Yeah thump your book harder maybe you can silence everyone to agree with you. The ontological issue, “what is true” simply cannot be seperated from the verificational or the semantic issue, “how do we accept the truth of a proposition”. You strategy to establish this is simply book thumping, thumpf, I said so, no interpretation of an actual historical truths say in mathematics or sciences, nothing, just the claim that it might be the case that those 2 issues are independent. Which it maybe.
The worst part of this strategy when employed by “realist” philosophers is how disingenuous it is. There is very good reason why you are so sparse in your comments.

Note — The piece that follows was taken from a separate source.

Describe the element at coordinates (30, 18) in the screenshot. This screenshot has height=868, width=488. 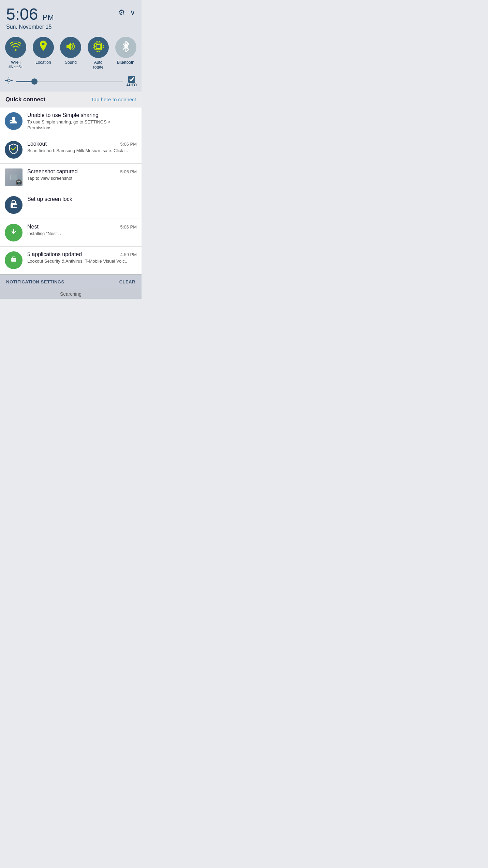
I see `time-block: 5:06 PM Sun, November 15` at that location.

Suppose you decided to elucidate more on the notion of we and I which you use, the very next step would put you in realms of biology or cognitive science. Presumably our coming to know something etc are biological or sociological activities. When you do that then these questions become empirical scientific working hypothesis.

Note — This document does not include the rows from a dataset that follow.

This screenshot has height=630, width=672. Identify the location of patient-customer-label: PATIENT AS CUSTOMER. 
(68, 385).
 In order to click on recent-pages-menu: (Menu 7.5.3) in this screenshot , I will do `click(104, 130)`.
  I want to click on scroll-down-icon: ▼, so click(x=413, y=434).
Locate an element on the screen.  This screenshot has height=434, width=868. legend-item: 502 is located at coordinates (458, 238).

> It may simply be that there are things which I cannot know.
Precisely why we reject a correspondence view. If you do think it is plausible that there are truths we would never know, then why it is implausible for to hold that whatever statements one attaches the predicate is true() to, requires for it is very construction the same bounded/deficient/pre determined concepts/precepts.

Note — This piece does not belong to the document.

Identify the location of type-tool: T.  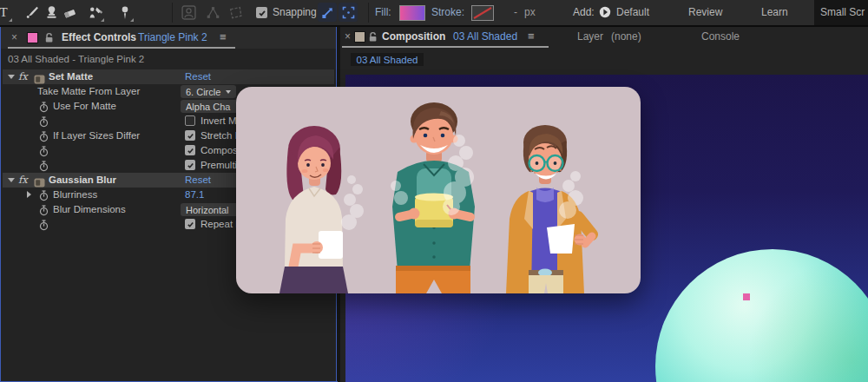
(6, 12).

amour_propre_ t1_jbjjoxx wrote
Reply to comment by rejectednocomments in There is nothing to say about truth, admits Simon Blackburn. Here he presents the deflationist approach to truth – one that aims to put an end to the search for a theory of truth, which Blackburn now recognises is futile by IAI_Admin
Yeah thump your book harder maybe you can silence everyone to agree with you. The ontological issue, “what is true” simply cannot be seperated from the verificational or the semantic issue, “how do we accept the truth of a proposition”. You strategy to establish this is simply book thumping, thumpf, I said so, no interpretation of an actual historical truths say in mathematics or sciences, nothing, just the claim that it might be the case that those 2 issues are independent. Which it maybe.
The worst part of this strategy when employed by “realist” philosophers is how disingenuous it is. There is very good reason why you are so sparse in your comments.
Suppose you decided to elucidate more on the notion of we and I which you use, the very next step would put you in realms of biology or cognitive science. Presumably our coming to know something etc are biological or sociological activities. When you do that then these questions become empirical scientific working hypothesis.
> It may simply be that there are things which I cannot know.
Precisely why we reject a correspondence view. If you do think it is plausible that there are truths we would never know, then why it is implausible for to hold that whatever statements one attaches the predicate is true() to, requires for it is very construction the same bounded/deficient/pre determined concepts/precepts.
Ipso facto reject the correspondence view.